Amongst the things I’ve talked to people about recently for work or written about: green burials, the future of Holyoke, a doll, a writer’s career, the amazing ceramicist and designer Molly Hatch, the college application process and desks. Note: for most of these stories, you’ll have to wait to read them. Amongst the things I’ve been dealing with at home: cute little girl with stomach bug, gentle nudging about how to take notes for the eighth grade project, summer camp, looking for a bathroom mirror, tribulations of the tenth grade variety, the rats’ new luxury complex and how much there is to clean, how to schedule a meeting not on the date of the high school’s open house and how much else I’ve deferred because I’m overloaded. We had exactly no full rolls of toilet paper left before our co-op trip yesterday evening that kind of overloaded.

I am not alone in feeling overwhelmed. I know that. Overloaded is the new work-life balance or something like that. The “too much-ness” is a state with which we are all quite familiar. We are probably going to look back on our lives during these years—we, possibly even a cultural my generation kind of we—and say there was too much coming at us; we did too much; we missed all kinds of things because of it and we definitely worried too much. I am just guessing here.

Along with thinking about a lot of those things, I worried about a good portion of them: did the stories I sent in work for my editors? What should I pitch next? Should I be asking for payment from one place or another that doesn’t pay me? Did we pass the stomach bug along? (We did, it seems, to our dear pal-slash-cousin, Emily.) Will we manage to get through the eighth grade project without yelling over note taking or the writing process? Can I schedule enough play dates for the third grader when I’m solo parenting that he doesn’t miss his chess companion papa too much? Can I solve the puzzle of summer camp this week or next and not have to scramble this summer? Can we manage to stop the new trend the nearly four-year-old has begun of yelling if she doesn’t get her way, louder and louder “PLEASE!” Will the parents of the tenth grader survive his tenth grade year of early morning wakeups?

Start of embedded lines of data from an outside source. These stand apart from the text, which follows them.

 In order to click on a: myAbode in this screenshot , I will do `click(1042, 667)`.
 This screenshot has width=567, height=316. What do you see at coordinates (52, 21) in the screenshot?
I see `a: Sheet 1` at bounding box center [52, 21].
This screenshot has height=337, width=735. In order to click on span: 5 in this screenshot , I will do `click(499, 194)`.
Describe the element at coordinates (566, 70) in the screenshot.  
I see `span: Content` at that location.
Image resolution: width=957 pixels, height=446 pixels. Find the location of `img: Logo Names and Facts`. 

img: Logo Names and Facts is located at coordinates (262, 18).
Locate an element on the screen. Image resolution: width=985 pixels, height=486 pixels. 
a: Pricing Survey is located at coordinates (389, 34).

The wonderful Irwin Achmad of Toolbox Handyman Services came over about a week ago, fixed the broken front door lock (anxiety, by the way, unlocked front door for two days, thanks) and got the new lights up on the bathroom, the old lights tossed out and the old medicine cabinet, too (thus my search for a new mirror). Slowly, I’m clearing out my former study so it can feel more like the teenager’s bedroom. We’re clearing a big coat closet out and are planning to put shelves up in there for overrun kitchen gear, pottery and pantry items (think, an emergency package or two of toilet paper). There is, along with everything else, chaos everywhere. I guess in our house there is always chaos everywhere. That’s our natural state.

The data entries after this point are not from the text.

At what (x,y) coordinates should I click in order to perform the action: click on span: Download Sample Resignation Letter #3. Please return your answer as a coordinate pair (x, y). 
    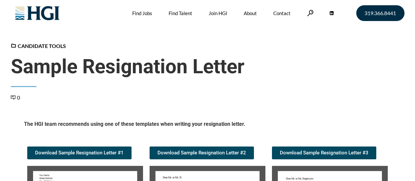
    Looking at the image, I should click on (324, 153).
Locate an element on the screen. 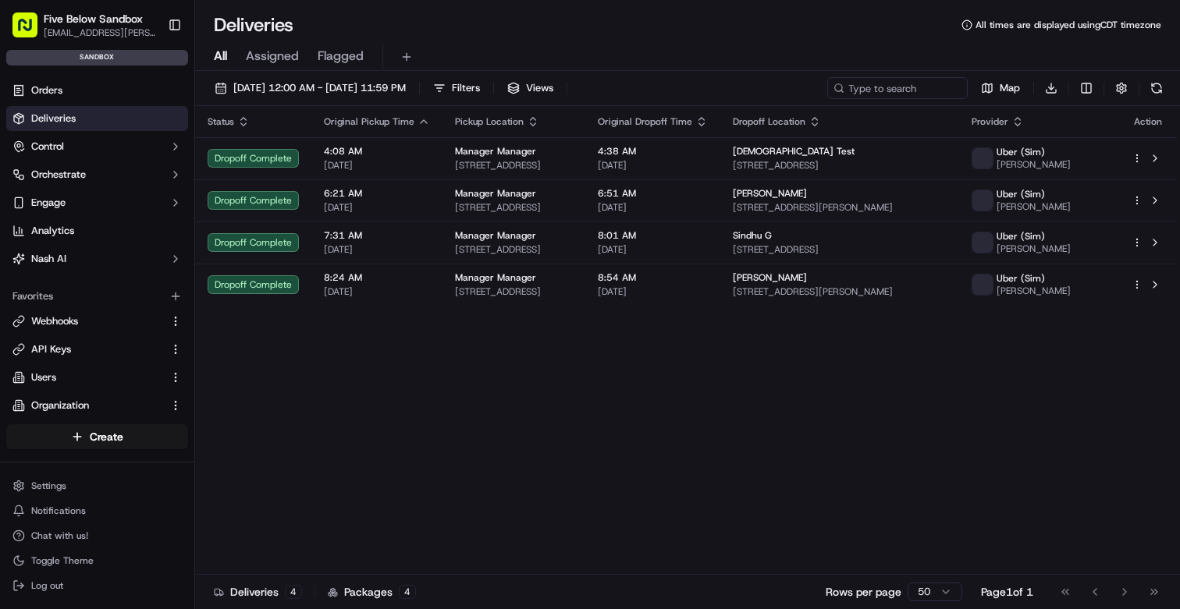 The width and height of the screenshot is (1180, 609). span: Flagged is located at coordinates (340, 56).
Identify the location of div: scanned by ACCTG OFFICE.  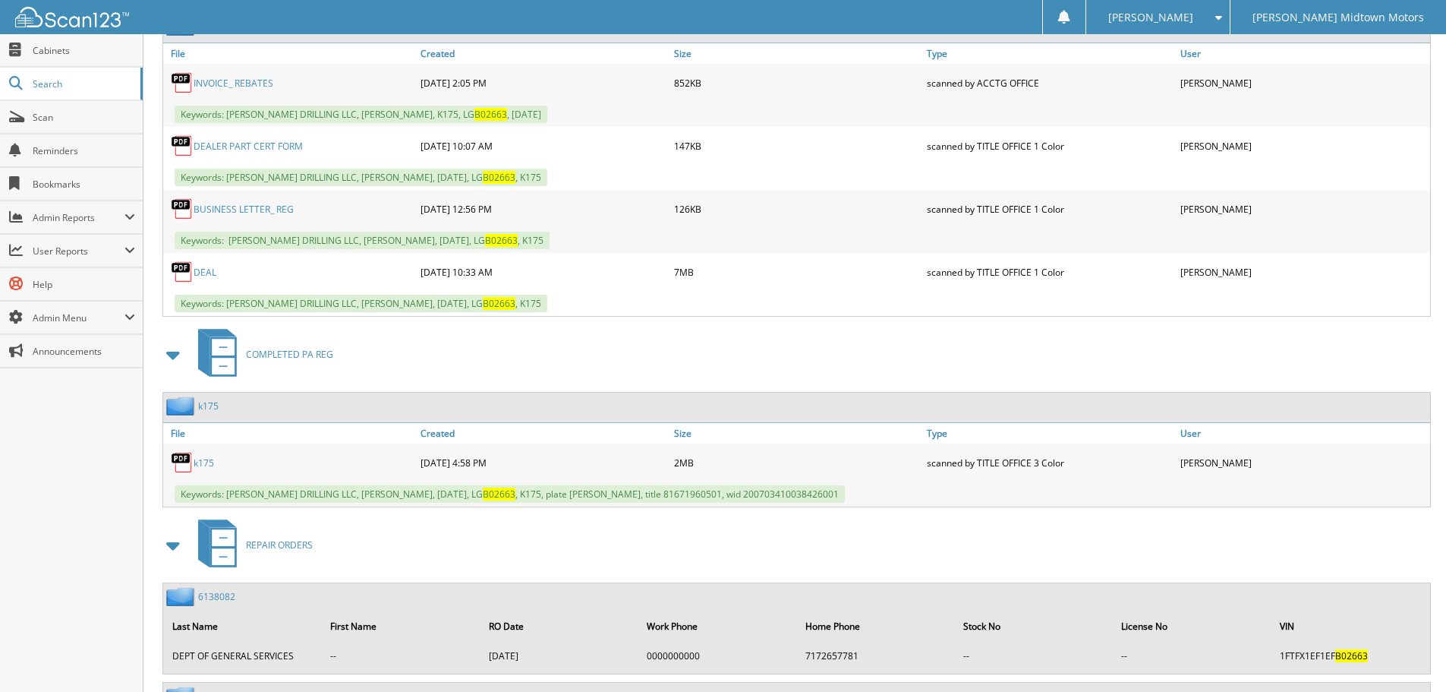
(1050, 83).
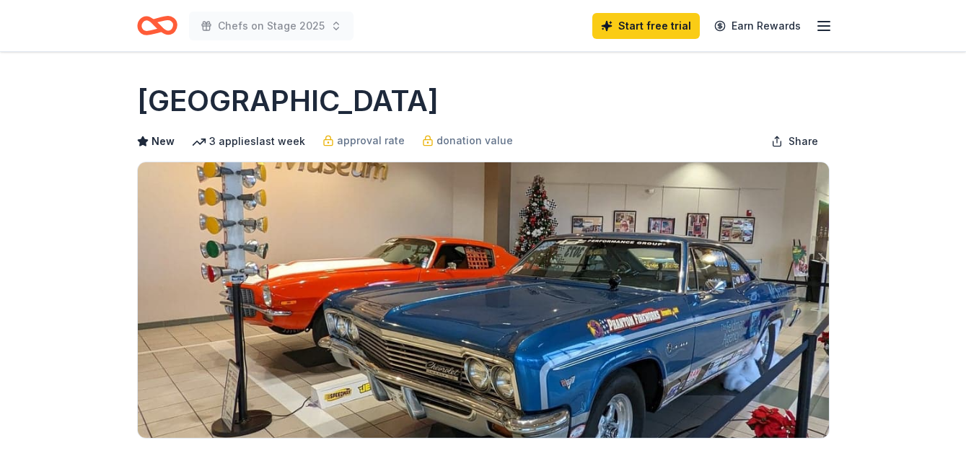 This screenshot has height=466, width=966. What do you see at coordinates (271, 26) in the screenshot?
I see `span: Chefs on Stage 2025` at bounding box center [271, 26].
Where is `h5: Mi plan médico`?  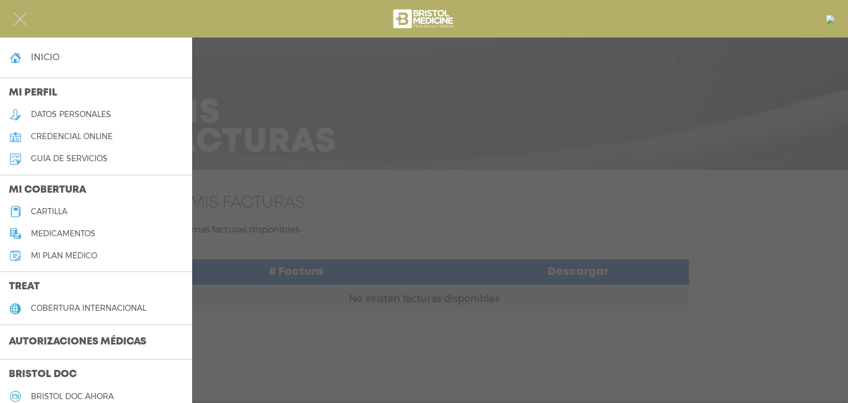
h5: Mi plan médico is located at coordinates (64, 256).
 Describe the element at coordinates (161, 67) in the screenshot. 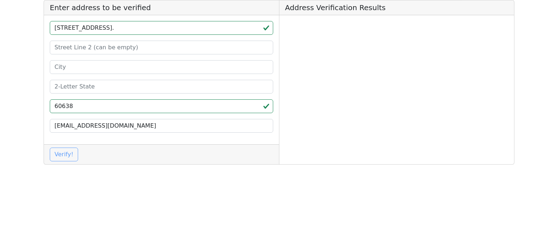

I see `input: City` at that location.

In the clearing out process, though, I’ve reclaimed a spot for my papers and my fantastic stationary collection. Because I don’t have a study or even a desk, this spot, let’s hope, will allow the important stuff to have a safe place to live and take some pressure off the kitchen counter where I work. I’ve tried to get my “office” down to a bin’s worth. It doesn’t quite work. I’ve taken over a short shelf for books upstairs that I’ve used recently or am about to read. It’s not ideal, surely, but my little cubby spot, built by my dear friend (and Remy’s godfather), extraordinary carpenter Ted Giles (he needs a website, leave a comment if you want to reach him) is going to take it for the team. It’s not a workspace because the desk is more desklet than actual desk; you can’t fit a computer or a full piece of paper there, but a postcard, sure. I feel like it’s a modern day version of what I’d call a grandmother’s desk, a small, somewhat secretive, pretty treasure trove. My grandmother’s desk wasn’t that, but her sewing desk was. But many grandmothers’ desks were that.

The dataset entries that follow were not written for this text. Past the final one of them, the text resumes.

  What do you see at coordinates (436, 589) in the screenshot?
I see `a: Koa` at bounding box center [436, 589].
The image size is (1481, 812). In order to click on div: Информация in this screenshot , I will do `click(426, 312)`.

I do feel inspired when I open the doors and glimpse my tiny world within my world not completely cluttered. Is it any surprise, having been sharing my bed for a couple of nights with the little girl when she got sick (and of course, then wanted to stay) and even one night the third grade boy, too that he, lover of small, cool, neat things has decided my cubby is the perfect spot for homework?